Saturday, April 25, 2009

'Piracy' as copyright infringement: nothing new under the sun

Up until a few months ago, life was pretty simple: when I saw a headline referring to "piracy" or "pirates," I could be pretty sure it was an article about copyright that I'd want to read. No longer. Now, of course, those articles could just as well be chronicling the return the other kind of pirates: you know, the guys with guns who take ships by force.

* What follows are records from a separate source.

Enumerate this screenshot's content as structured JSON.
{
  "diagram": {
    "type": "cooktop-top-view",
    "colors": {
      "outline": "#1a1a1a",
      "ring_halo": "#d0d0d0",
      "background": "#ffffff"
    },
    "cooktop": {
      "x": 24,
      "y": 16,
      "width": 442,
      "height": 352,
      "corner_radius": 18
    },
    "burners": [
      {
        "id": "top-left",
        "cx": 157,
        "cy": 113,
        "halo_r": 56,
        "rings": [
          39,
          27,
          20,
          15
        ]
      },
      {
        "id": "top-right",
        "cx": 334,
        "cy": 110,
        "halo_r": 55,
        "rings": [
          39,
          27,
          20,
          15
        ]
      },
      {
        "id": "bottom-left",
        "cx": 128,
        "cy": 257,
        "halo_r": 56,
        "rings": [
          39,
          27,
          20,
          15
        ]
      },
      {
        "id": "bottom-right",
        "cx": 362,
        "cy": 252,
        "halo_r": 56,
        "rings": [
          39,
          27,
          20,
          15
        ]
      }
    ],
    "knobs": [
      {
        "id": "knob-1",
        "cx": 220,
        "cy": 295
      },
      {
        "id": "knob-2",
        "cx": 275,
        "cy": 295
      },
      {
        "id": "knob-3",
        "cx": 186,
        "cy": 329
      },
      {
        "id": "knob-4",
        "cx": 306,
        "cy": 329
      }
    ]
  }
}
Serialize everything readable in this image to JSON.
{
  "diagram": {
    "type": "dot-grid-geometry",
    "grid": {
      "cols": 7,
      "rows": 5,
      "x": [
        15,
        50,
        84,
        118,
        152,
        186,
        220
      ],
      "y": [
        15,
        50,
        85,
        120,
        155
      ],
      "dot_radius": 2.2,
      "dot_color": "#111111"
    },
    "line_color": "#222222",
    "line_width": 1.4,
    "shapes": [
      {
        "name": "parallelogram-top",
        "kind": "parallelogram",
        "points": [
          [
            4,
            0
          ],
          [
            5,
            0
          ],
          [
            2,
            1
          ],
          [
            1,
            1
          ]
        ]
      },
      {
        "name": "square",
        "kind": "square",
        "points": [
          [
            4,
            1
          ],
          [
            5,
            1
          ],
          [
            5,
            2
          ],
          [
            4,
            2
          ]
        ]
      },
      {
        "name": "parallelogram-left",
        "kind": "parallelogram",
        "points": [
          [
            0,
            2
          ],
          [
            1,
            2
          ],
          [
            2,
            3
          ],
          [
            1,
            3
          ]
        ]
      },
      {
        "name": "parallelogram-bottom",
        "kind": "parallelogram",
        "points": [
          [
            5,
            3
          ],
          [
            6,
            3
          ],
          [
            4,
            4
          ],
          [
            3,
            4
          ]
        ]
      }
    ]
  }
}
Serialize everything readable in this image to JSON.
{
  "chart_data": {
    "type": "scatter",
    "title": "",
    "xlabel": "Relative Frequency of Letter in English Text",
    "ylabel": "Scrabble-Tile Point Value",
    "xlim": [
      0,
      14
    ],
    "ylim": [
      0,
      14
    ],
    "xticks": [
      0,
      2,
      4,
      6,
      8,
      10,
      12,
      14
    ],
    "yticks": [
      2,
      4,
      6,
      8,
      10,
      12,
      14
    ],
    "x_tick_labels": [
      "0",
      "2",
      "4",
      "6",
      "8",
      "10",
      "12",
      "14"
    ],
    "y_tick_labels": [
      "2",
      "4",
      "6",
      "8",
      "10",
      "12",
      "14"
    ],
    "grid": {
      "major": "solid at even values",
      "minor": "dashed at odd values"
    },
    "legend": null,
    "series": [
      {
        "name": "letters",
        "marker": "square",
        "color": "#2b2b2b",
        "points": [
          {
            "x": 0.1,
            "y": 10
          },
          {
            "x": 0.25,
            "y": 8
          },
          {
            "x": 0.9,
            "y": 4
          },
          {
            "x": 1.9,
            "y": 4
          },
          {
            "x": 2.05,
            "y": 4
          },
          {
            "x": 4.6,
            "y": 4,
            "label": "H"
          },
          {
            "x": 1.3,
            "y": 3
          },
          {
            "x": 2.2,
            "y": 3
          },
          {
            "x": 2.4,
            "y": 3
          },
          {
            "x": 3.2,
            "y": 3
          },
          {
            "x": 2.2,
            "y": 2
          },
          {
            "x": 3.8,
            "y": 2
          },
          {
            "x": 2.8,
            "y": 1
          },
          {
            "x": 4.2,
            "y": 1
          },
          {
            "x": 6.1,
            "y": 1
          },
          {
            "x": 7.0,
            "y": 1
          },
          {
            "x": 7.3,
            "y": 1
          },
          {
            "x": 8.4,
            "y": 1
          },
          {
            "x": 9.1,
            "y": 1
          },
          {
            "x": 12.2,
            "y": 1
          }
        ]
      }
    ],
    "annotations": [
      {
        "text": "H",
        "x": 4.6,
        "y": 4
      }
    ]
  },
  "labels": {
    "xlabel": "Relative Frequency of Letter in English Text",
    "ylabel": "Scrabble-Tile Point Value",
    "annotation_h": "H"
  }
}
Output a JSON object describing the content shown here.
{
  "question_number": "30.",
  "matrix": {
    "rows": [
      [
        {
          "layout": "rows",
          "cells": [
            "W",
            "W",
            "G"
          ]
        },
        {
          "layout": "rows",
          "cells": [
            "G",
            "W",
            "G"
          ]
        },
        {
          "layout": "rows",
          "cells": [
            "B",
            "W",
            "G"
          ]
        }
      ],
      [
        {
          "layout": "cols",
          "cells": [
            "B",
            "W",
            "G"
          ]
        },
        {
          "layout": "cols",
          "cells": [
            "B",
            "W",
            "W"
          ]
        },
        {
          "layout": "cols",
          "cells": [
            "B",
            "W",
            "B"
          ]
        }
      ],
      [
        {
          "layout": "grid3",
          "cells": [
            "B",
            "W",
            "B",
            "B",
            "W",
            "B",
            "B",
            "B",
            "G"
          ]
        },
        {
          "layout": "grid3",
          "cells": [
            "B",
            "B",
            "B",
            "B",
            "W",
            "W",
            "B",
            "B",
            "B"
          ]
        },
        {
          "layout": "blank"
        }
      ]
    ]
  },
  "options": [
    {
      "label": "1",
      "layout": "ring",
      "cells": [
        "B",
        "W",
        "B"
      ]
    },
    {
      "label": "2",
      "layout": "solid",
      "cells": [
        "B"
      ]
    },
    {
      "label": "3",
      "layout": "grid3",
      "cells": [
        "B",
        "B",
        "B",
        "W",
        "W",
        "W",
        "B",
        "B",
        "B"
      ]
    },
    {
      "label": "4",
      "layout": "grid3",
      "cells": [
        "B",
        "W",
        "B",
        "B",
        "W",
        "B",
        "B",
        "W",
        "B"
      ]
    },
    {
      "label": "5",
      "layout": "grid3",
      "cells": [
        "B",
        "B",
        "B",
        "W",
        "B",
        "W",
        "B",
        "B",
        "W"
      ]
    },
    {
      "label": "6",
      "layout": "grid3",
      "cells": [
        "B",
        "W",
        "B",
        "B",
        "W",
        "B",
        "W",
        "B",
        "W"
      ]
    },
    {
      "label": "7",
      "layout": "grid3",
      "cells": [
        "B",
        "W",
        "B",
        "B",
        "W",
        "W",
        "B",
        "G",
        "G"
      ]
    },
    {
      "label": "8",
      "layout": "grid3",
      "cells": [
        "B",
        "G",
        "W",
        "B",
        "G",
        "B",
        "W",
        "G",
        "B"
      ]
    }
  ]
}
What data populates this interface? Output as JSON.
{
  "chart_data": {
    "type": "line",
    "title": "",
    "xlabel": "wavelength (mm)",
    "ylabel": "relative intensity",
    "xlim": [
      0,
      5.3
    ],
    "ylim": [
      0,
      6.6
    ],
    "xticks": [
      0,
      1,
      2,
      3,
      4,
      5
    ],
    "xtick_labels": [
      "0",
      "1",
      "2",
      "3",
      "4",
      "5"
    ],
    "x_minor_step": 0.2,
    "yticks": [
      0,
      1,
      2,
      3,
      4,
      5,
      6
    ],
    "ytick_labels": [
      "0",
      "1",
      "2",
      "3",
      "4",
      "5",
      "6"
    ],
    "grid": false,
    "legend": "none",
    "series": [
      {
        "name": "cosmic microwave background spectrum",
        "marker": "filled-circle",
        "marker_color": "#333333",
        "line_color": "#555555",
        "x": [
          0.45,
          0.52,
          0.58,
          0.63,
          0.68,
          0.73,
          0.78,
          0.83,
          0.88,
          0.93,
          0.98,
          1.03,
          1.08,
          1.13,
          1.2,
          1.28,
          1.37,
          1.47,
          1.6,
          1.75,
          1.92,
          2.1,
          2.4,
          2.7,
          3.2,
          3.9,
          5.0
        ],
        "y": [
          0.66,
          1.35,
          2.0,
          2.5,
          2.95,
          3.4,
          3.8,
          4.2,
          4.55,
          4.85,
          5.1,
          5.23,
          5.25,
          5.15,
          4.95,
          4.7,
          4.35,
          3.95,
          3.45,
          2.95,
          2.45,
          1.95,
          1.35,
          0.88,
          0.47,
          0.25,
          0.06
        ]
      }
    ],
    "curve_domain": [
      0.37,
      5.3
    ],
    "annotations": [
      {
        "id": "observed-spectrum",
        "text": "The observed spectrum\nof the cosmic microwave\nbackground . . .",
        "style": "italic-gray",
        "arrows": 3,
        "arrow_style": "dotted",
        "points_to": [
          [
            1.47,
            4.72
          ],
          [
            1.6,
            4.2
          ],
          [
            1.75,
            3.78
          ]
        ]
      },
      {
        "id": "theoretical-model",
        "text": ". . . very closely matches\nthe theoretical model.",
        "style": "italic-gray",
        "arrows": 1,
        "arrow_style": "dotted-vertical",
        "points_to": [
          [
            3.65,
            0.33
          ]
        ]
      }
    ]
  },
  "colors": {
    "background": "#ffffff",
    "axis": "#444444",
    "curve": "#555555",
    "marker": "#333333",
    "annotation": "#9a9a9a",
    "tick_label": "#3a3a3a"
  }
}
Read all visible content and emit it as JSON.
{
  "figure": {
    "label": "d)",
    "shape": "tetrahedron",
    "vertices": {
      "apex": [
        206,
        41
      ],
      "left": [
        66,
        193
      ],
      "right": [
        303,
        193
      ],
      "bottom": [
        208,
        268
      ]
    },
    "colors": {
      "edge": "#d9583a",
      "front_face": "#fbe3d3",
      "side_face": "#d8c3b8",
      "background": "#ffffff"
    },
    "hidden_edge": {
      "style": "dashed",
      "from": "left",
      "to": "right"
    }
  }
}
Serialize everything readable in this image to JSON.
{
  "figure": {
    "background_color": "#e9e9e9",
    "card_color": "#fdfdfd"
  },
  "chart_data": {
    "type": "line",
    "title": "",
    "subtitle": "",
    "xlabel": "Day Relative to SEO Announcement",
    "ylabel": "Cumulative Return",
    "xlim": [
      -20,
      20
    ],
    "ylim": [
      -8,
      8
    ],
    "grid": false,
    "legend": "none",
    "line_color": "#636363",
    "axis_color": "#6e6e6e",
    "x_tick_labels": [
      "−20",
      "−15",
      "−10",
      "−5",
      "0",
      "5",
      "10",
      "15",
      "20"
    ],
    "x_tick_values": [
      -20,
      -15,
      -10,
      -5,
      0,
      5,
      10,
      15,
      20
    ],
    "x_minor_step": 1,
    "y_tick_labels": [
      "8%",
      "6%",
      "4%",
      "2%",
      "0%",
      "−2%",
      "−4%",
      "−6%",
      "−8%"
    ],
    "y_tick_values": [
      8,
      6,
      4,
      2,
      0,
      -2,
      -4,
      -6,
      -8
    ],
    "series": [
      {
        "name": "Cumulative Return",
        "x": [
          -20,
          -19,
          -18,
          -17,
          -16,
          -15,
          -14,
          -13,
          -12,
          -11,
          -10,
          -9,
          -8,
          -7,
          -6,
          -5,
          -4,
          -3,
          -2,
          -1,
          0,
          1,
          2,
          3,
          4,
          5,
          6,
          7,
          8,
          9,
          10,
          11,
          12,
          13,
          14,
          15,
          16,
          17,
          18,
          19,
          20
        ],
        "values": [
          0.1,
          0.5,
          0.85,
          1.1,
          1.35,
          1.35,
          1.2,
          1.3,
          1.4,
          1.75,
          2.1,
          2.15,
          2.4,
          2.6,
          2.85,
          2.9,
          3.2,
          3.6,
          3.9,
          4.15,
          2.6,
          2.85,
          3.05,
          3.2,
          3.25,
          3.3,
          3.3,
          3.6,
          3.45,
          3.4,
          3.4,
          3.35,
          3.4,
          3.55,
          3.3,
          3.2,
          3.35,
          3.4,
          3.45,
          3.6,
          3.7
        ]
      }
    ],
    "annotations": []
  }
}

Which got me thinking: where does the use of "piracy" to refer to copyright infringement come from? Was the term appropriated from the "ay, matey" pirates in a secret 1999 meeting of RIAA flacks, as they girded for battle with Napster? Hardly. When I started looking into it, I was somewhat surprised to learn that "piracy" has been used as a synonym (or near-synonym) for copyright infringement for about 350 years. In his exhaustive etymological study of the terms "piracy" and "intellectual property," Professor Justin Hughes of Cardozo Law School traces the equation of "piracy" with infringement to an English bishop named John Fell, who lived 1625-1686. Explains Hughes (page 1009):
It is worth noting that during this pre-Statute of Anne period, “piracy” was widely used to describe unauthorized printing of books. Adrian Johns traces “piracy” as a description of unauthorized copying to John Fell, the Bishop of Oxford who resuscitated the fledgling Oxford University Press after the Restoration. According to Johns’s exhaustive study of book publishing in England, The Nature of the Book, piracy had a “technical meaning” in the seventeenth century: “a pirate was someone who indulged in the unauthorized reprinting of a title recognized to belong to someone else by the formal conventions of the printing and bookselling community.” Beyond this technical meaning, piracy “soon came to stand for a wide range of perceived transgressions of civility emanating from print’s practitioners.”
(footnotes omitted; links mine). The first use of "piracy" in this sense by a court was apparently a 1798 English decision called Beckford v. Hood; the first example noted by Hughes in the US was Moody v. Fiske, 17 F. Cas. 655, 656–57 (C.C.D. Mass. 1820) (patent case). Writes Hughes (page 1043):
In the nineteenth century and the first half of the twentieth century, there is a rich history of American courts and commentators referring to all kinds of copyright infringement as “piracy.” The broad usage of the word “piracy” shows that it was generally equated with infringement: there seemed to be no requirement either that the infringement be a “nontransformative” use or that the infringement entail reproduction and distribution on a massive scale.
And Folsom v. Marsh, 9 F. Cas. 342 (C.C.D. Mass. 1841) -- generally considered the first fair use case (it found that the defense didn't apply, by the way) -- refers to "piracy" as well.

The Hughes article -- Copyright and Incomplete Historiographies: Of Piracy, Propertization, and Thomas Jefferson, 79 S. Cal. L. Rev. 993 (2006) -- also traces the origins of the term "intellectual property." That phrase appears in legal usage no later than the mid-1800s, and "property" was used in the original title of the bill that became 1710's Statute of Anne. For a more concise treatment of the etymology of "piracy," see K. Matthew Dames, The Framing of 'Piracy': Etymology, Lobbying & Policy (2009).